Systems thinking, spirituality & deep ecology
- Simon Hinch
- Jul 11, 2015
- 6 min read

' I live on Earth at present, and I don't know what I am. I know that I am not a category. I am not a thing - a noun. I seem to be a verb, an evolutionary process - an integral function of the universe'
R. Buckmister Fuller
This quote from R. Buckmister Fuller, provides a rich example of the way that our language can influence how we percieve and experience our world. This idea that we are somehow 'things' that are static and in seperation to nature and the universe at large is a way of conceiving of ourselves that seems ubiqutious. Yet the concept of our 'self' as a process through which matter and energy flows is in many ways closer to what we actually know in our experience. We are not in any way static, our bodies and cells are changing all the time, we are in every moment communicating and interacting with our environment and it is responding in turn; in each breath we take we don't just breath in air, but we also breath out and change the chemical composition of the air around us, we are an emergent property of our context, and this context is one of evolution change and increasing complexity. Yet there is something that exists in our experience of being human that leads us away from these grand and profound realisations of the way things are....Gregory Baetson, a profound systems thinker and phiolosopher provides an explanation for this in the quote below:
'All peoples of the world, I believe, certainly all existing peoples, have something like language and, so far as I can understand the talk of linguists, it seems that all languages depend on a particulate representation of the universe. All languages have something like nouns and verbs, isolating objects, entities, events and abstractions. In whatever way you phrase it 'difference' will always propose delimitations and boundaries. If our means of describing the world arises out of notions of difference...then our picture of the universe will nessasarily be particulate...'
In this way the structure of our language can fool us into thinking it is more than it is, the stuff of descriptions and lead us to understand it to be inherent to the nature of the world. According to this idea we all unkowingly project the linguistic relationships of a particular language upon the universe and see them there. This according to Baetson leads us into a conception of the world that is not able to see wholes, and rather engages us in trying to understand the world and ourselves by the reduction and isolation of variables and parts and making the assumptiion that somehow we can know the world via understanding the part, not its relationship with the whole.
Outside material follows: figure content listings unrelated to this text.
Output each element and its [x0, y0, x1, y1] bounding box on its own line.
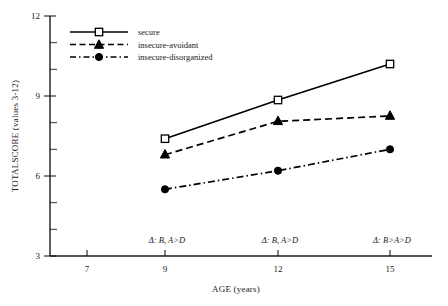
chart-figure: 12 9 6 3 7 9 12 15 TOTALSCORE (values 3-… — [0, 0, 448, 306]
legend: secure insecure-avoidant insecure-disorg… — [70, 27, 213, 62]
legend-item-insecure-avoidant: insecure-avoidant — [70, 40, 199, 50]
line-chart: 12 9 6 3 7 9 12 15 TOTALSCORE (values 3-… — [0, 0, 448, 306]
x-tick-label-7: 7 — [85, 264, 90, 274]
axis-group: 12 9 6 3 7 9 12 15 TOTALSCORE (values 3-… — [10, 11, 432, 294]
legend-item-insecure-disorganized: insecure-disorganized — [70, 52, 213, 62]
series-insecure-disorganized — [161, 146, 393, 193]
series-insecure-avoidant — [160, 111, 394, 158]
y-tick-label-6: 6 — [36, 171, 41, 181]
y-tick-label-9: 9 — [36, 91, 41, 101]
annotation-age-9: Δ: B, A>D — [148, 235, 186, 245]
y-tick-label-3: 3 — [36, 251, 41, 261]
x-tick-label-9: 9 — [163, 264, 168, 274]
data-point-secure-15 — [386, 60, 393, 67]
annotation-age-15: Δ: B>A>D — [372, 235, 412, 245]
x-axis-title: AGE (years) — [212, 284, 260, 294]
series-secure — [161, 60, 393, 142]
data-point-secure-9 — [161, 135, 168, 142]
legend-label-insecure-disorganized: insecure-disorganized — [138, 52, 213, 62]
x-tick-label-12: 12 — [274, 264, 283, 274]
data-point-disorganized-15 — [386, 146, 393, 153]
plot-annotations: Δ: B, A>D Δ: B, A>D Δ: B>A>D — [148, 235, 412, 245]
legend-label-secure: secure — [138, 27, 160, 37]
legend-label-insecure-avoidant: insecure-avoidant — [138, 40, 199, 50]
data-point-disorganized-9 — [161, 186, 168, 193]
legend-marker-filled-circle-icon — [95, 53, 102, 60]
y-tick-label-12: 12 — [31, 11, 40, 21]
legend-item-secure: secure — [70, 27, 160, 37]
y-axis-minor-ticks — [50, 43, 57, 230]
x-tick-label-15: 15 — [386, 264, 396, 274]
annotation-age-12: Δ: B, A>D — [261, 235, 299, 245]
x-axis-ticks — [87, 250, 390, 256]
data-point-disorganized-12 — [274, 167, 281, 174]
data-point-avoidant-15 — [385, 111, 394, 120]
data-point-secure-12 — [274, 96, 281, 103]
legend-marker-open-square-icon — [95, 28, 102, 35]
y-axis-title: TOTALSCORE (values 3-12) — [10, 80, 20, 192]
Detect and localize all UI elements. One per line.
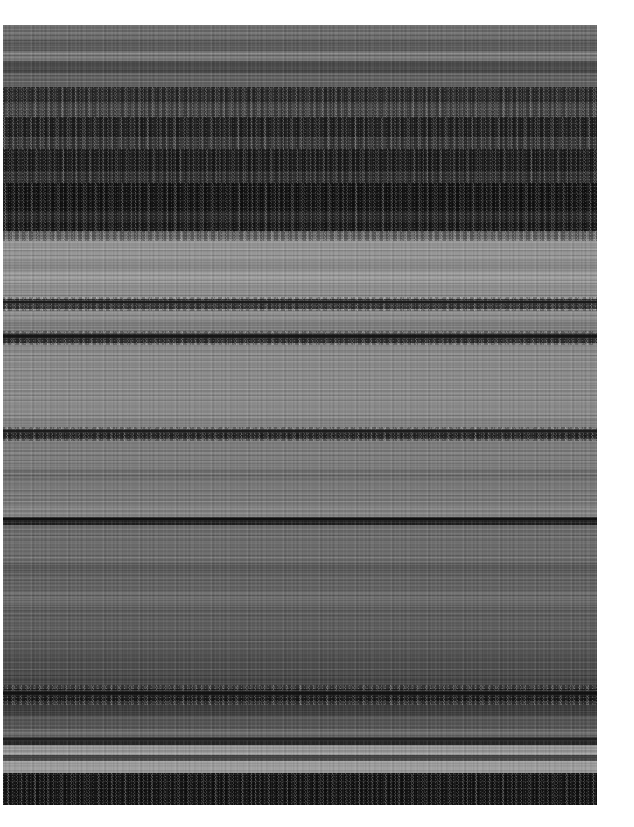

The Brain itself is wonderful metaphor for understanding these ideas. While modern neuroscience has provided us with what appears to be deep understandings of the structure of the brain and the structure of the approximatly 100 billion neurons that the 'average brain contains' this understanding in itself does not get us much closer to understanding the complex and emergent properties that evolve from the cybernetic interaction of these cells with each other. The sheer complexity of the non-linear interactions is something which cannot even be glimpsed by understanding the part, i.e. the cell itself, and the cells function and role cannot be understood without looking at how it interacts and is related to the whole as the brain itself cannot be really understood without its relationship to the body. With this premise in mind it can also be stated that with all living systems, when we seperate them in our awareness, we are always looking at both a whole and a part, the cell is a subsyetm of the brain, the brain a subsystem of the body and the body a subsystem of broader human systems and so on...
Systems thinking allows us to see this reductionistic worldview as a level of abstration which has been useful in many ways, yet which also leads us into a view of the world which highlights our seperation from it, and obscures our view of the fundamental unity of which we are part. This is not a mystical concept but rather a branch of epistomology that see's neutonian science and its ofshoots as being fundamentally limited in their ability to aprehend 'reality'. Can we ever begin to understand a whole which emerges from the interaction between the parts when we only look at parts in isolation....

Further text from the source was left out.